1The Rise of Universalizing Religions300–600 CE

Core Objectives
- DESCRIBE the characteristics of universalizing religions, and EXPLAIN why universalizing religions developed to varying degrees in Afro-Eurasiabut did not develop elsewhere in the world.
- ANALYZE the relationship between empires and universalizing religions across Afro-Eurasia in this period.
- ASSESS the connections between political unity and religious developments in sub-Saharan Africa and Mesoamerica in the fourth to sixth centuries CE.
- COMPARE the unifying political and cultural developments in sub-Saharan Africa and Mesoamerica with those that took place across Eurasia in this period.
Around 180 CE, twelve Christians, seven men and five women, stood trial before the provincial governor at Carthage. Their crime was refusal to worship the gods of the Roman Empire. While the governor argued for the simplicity of his religion with its devotion to “the protecting spirit of our lord the emperor,” one Christian retorted that his own lord was “the king of kings and emperor of all nations.” This distinction was an unbridgeable gap between the governor and the Christians. The governor condemned them all. “Thanks be to God!” cried the Christians, and straightaway they were beheaded. As the centuries unfolded, the governor’s old Roman ideas of the supremacy of an emperor-lord would give way to the martyrs’ devotion to their Lord God as emperor over all. As with Christianity’s claim of an “emperor of all nations,” a religion’s capacity for universalizing—particularly its broad appeal across diverse peoples and cultures—became ever more important to its success.
From 300 to 600 CE, the entire Afro-Eurasian landmass experienced a surge of religious activity. In the west, Christianity became the state faith of the Roman Empire. In India, the Vedic religion (Brahmanism) evolved into a more formal spiritual system called Hinduism. Buddhism spread across northern India, central Asia, and China. Around the same time, the peoples living in sub-Saharan Africa reached beyond their local communities, creating common cultures across wider geographical areas. The Bantu-speaking peoples, residing in the southeastern corner of present-day Nigeria, began to spread their way of life throughout the entire southern half of the landmass. Similarly, across the Atlantic Ocean, the Maya established political and cultural institutions over a large portion of Mesoamerica. Across much of the world, spiritual concerns integrated scattered communities through shared faiths. (See Map 1.1.)

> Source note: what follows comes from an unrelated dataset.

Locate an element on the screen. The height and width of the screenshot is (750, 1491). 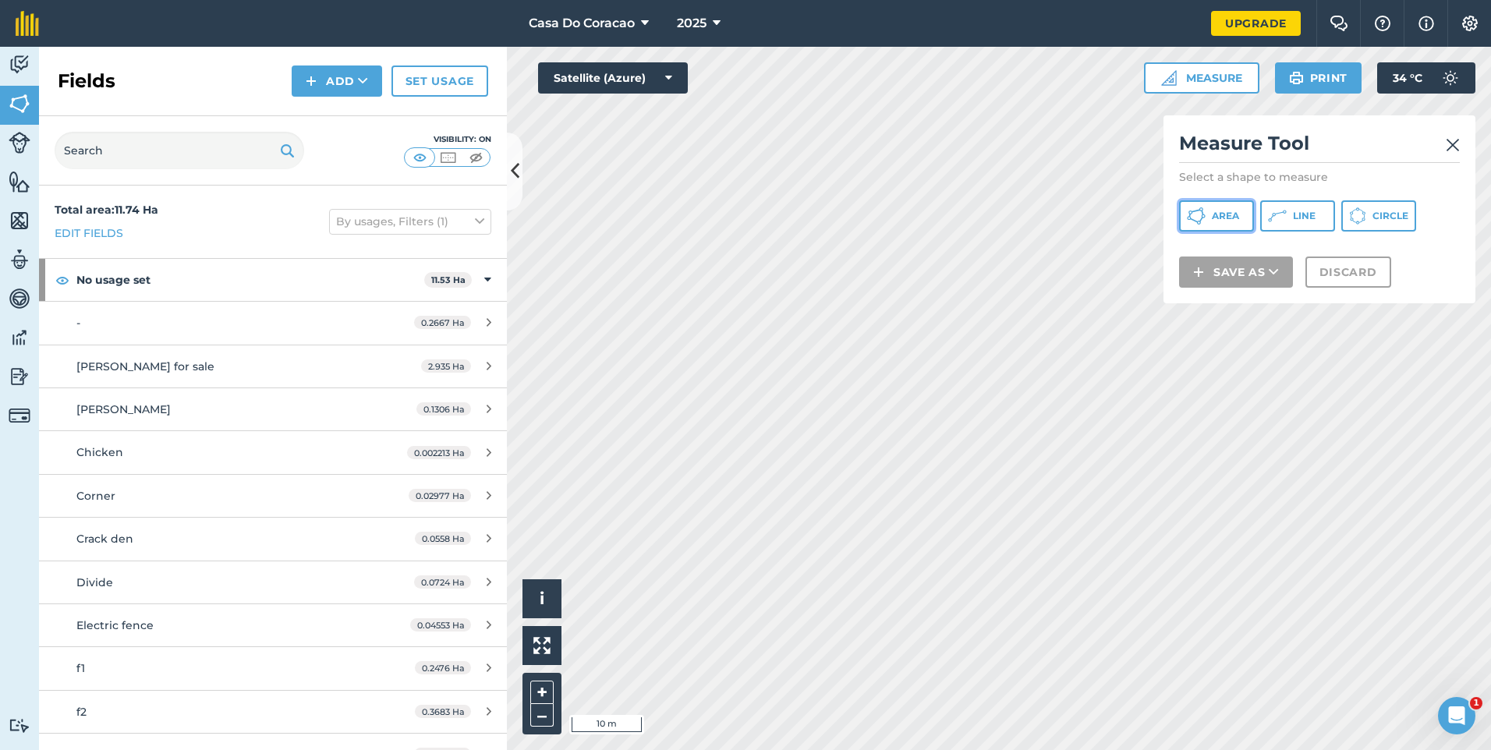
button: i is located at coordinates (542, 599).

This integration was facilitated in Afro-Eurasia in part by the spread of what we might call universalizing religions. Two faiths in this era—Christianity and Buddhism—fit the model for this type of religion particularly well. Six main features characterize universalizing religions: their appeal to diverse populations (men and women, freeborn and slaves, rich and poor); their adaptability as they moved from one cultural and geographical area to another; their promotion of universal rules and principles to guide behavior that transcended place, time, and specific cultural practices; their proselytizing of new believers by energetic and charismatic missionaries; the deep sense of community felt by their converts despite, and perhaps because of, their many demands on followers; and—in the case of Christianity, and to a lesser extent Buddhism—the support given to them by powerful empires. Even as the Roman Empire and the Han dynasty began to crumble, these universalizing traditions continued to flourish.
Across Afro-Eurasia, universalizing religions were on the move. (See Map 1.2.) Religious leaders carrying written texts (books, scrolls, or tablets of wood or palm leaf) traveled widely. Christians from Persia went to China. Buddhists journeyed from South Asia to Afghanistan and used the caravan routes of central Asia to reach China. Voyages, translations, long-distance pilgrimages, and sweeping conversion campaigns remapped the spiritual landscape of the world. New religious leaders were the brokers of more universal but also more intolerant worldviews, premised on a distinct relationship between gods and their subjects. Religions and their brokers profoundly integrated societies. But they also created new ways to drive them apart.
Global Storylines
Universalizing Religions
- Universalizing religions—notably Christianity and Buddhism—appeal to diverse, widespread populations and challenge the power of secular rulers and thinkers.
- Across Afro-Eurasia, these universalizing religions offer continuity even as powerful empires, specifically the Roman Empire in the west and the Han dynasty in China, are transformed.
- Along the Silk Roads, the merchants and rulers of Sasanian Persia, Sogdiana, and South Asia profoundly influence the exchange of goods, people, and ideas between east and west.
- In the “worlds apart,” common cultural beliefs help unify newly organized polities in Mesoamerica and new communities of Bantu speakers in sub-Saharan Africa.
Glossary
- universalizing religions
- Religions that appeal to diverse populations; are adaptable to new cultures and places; promote universal rules and principles; proselytize new believers, often through missionaries; foster community; and, in some cases, do all of this through the support of an empire.